The reason I was curious about this is because the Nix manual mentions that the builders option's default value is the file @/etc/nix/machines (which we're supposed to read as the contents of the file /etc/nix/machines being read in to determine the full set of builders)1

However, it's not clear from reading the manual whether or not a nix.conf option can actually read in the contents of a file or not. Specifically:

  • It's not clear if the @ syntax actually works for the builders option

    In other words, maybe that @ syntax is just documentation pseudocode that the interpreter will read in a file, but the @ symbol might not actually work for specifying to read in the builders from a separate file.

  • It's not clear if the @ syntax works for other nix.conf options

    Maybe it only works for the builders option?

So I did some spelunking through the nix codebase and the conclusion is that the @ symbol does work, but only for the builders option. There's a special codepath just for that one nix.conf option.

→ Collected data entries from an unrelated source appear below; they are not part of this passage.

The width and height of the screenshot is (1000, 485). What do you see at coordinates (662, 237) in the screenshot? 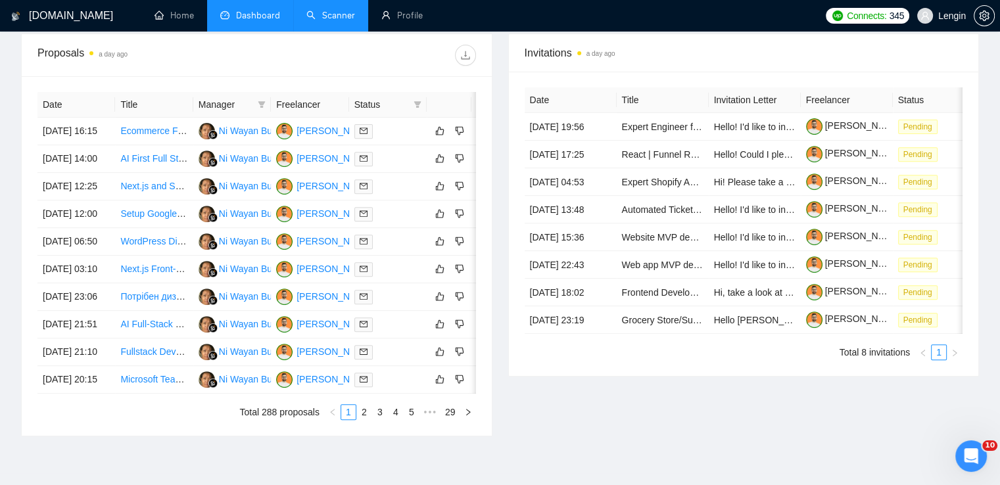
I see `td: Website MVP development in Webflow` at bounding box center [662, 237].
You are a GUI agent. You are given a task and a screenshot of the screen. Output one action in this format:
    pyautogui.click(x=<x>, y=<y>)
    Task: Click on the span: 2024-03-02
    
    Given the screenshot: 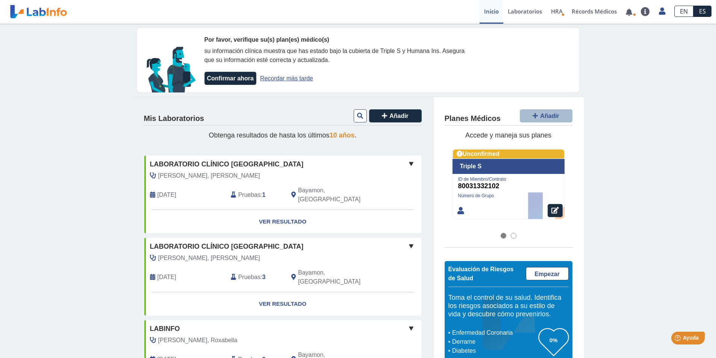 What is the action you would take?
    pyautogui.click(x=167, y=195)
    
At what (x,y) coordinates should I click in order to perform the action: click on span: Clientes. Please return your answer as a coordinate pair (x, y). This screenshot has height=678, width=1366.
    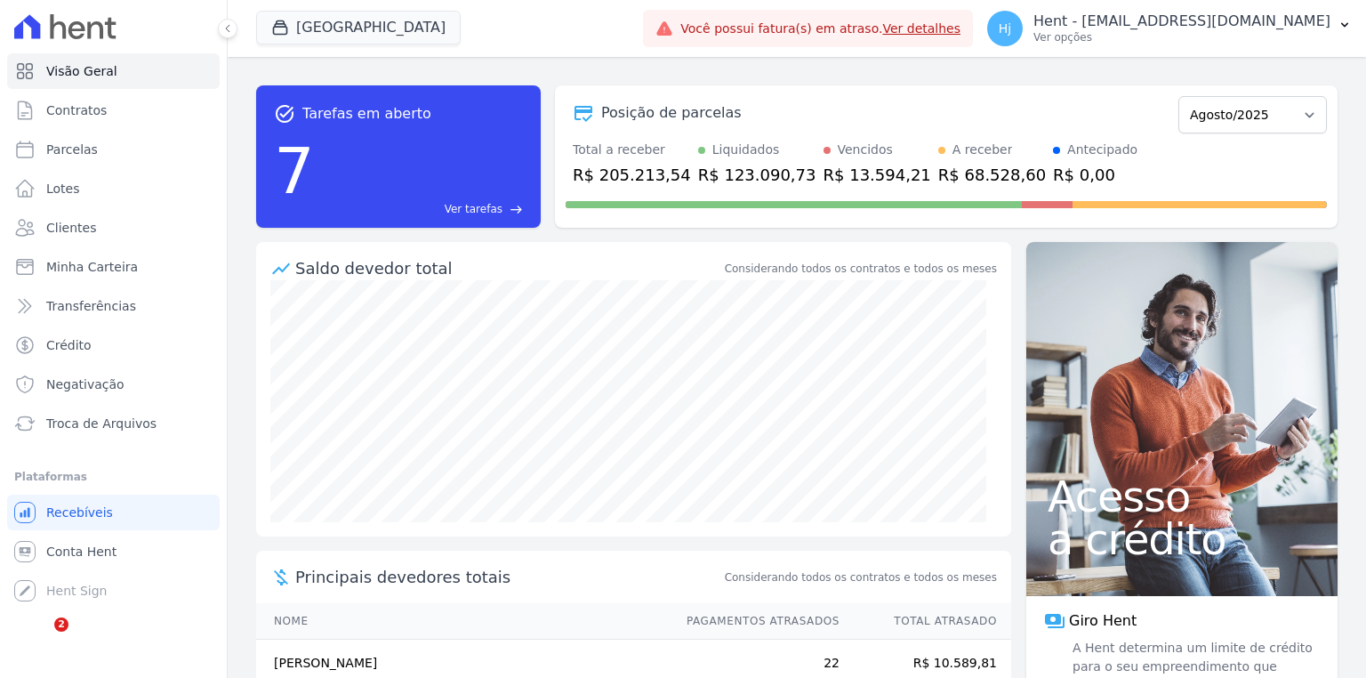
    Looking at the image, I should click on (71, 228).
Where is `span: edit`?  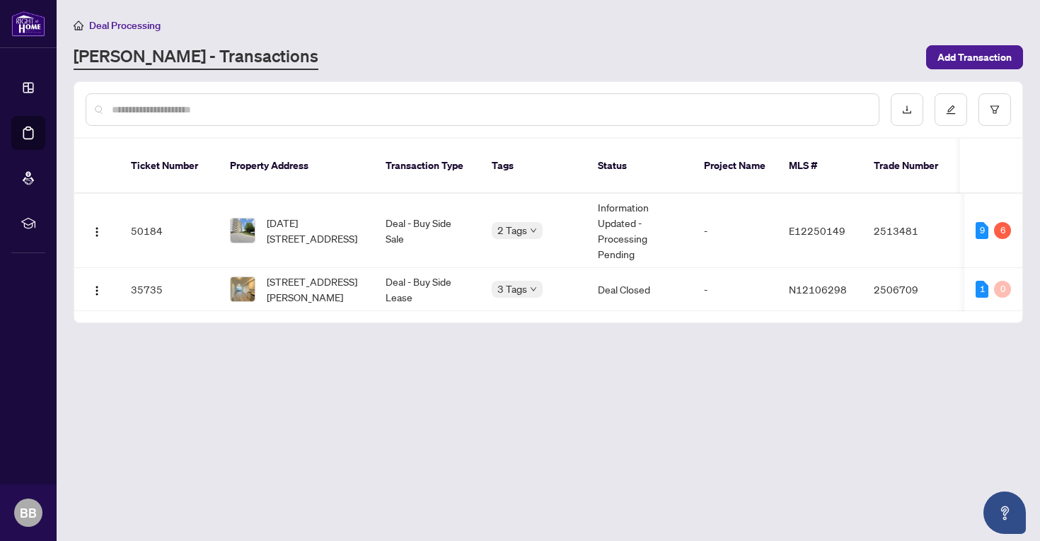 span: edit is located at coordinates (951, 110).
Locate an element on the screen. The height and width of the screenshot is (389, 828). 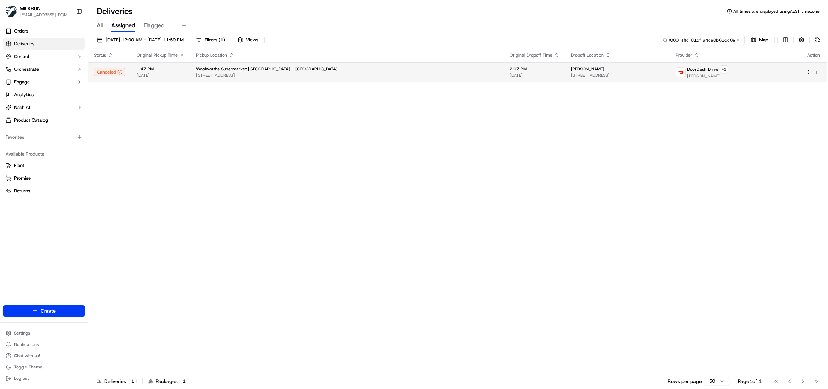
button: Orchestrate is located at coordinates (44, 69).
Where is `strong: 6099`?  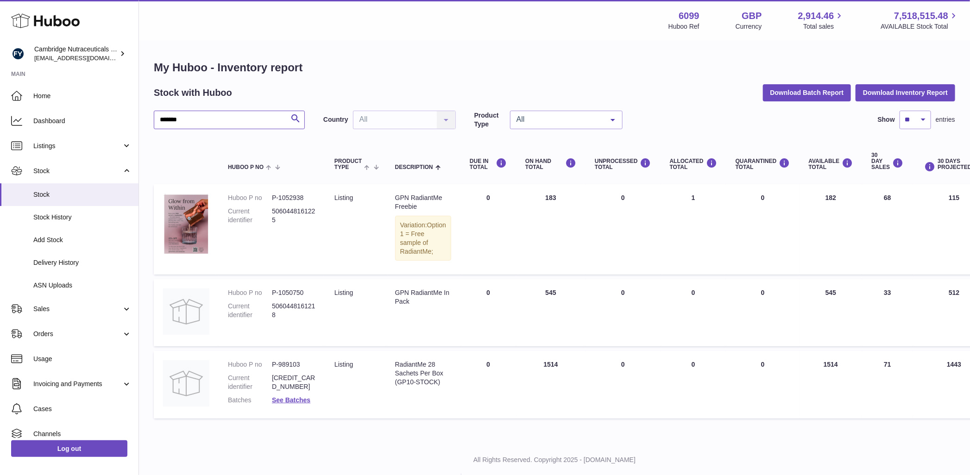
strong: 6099 is located at coordinates (689, 16).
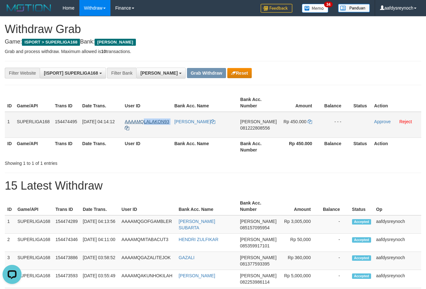 The width and height of the screenshot is (426, 289). I want to click on div: Showing 1 to 1 of 1 entries, so click(89, 162).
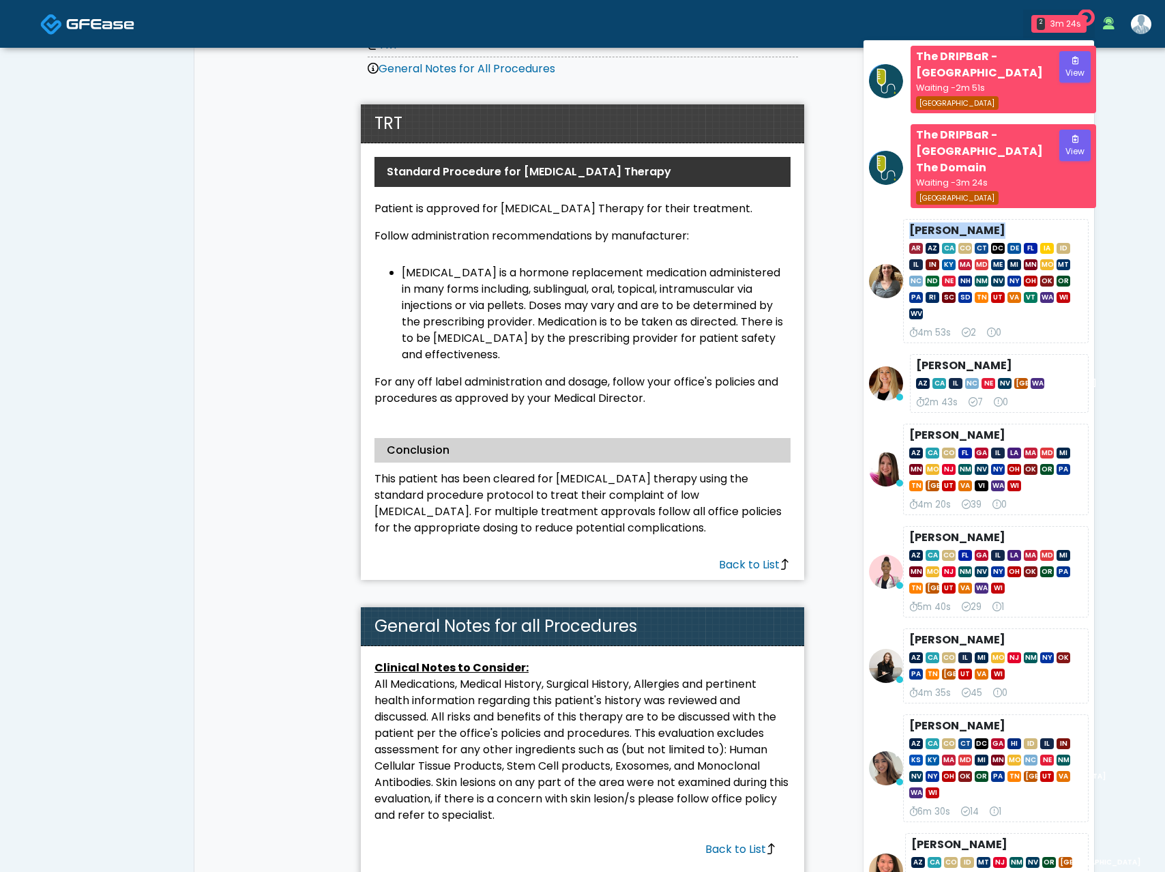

However, nix.conf does support an include/!include keyword that you can use to read sets of options from another file (albeit not the value for an individual option like @ does). In other words, you can't do something like this:

access-tokens = @/run/secrets.d/access-token

… but you can do something like this:

!include @/run/secrets.d/access-token

… and then /run/secrets.d/access-token can have an option like:

access-tokens = github.com=…

  1. At the time of this writing it looks like there is a bug where the manual says it's derived from @/dummy/machines but usually the manual says that the default value is @/etc/nix/machines (which is the correct value).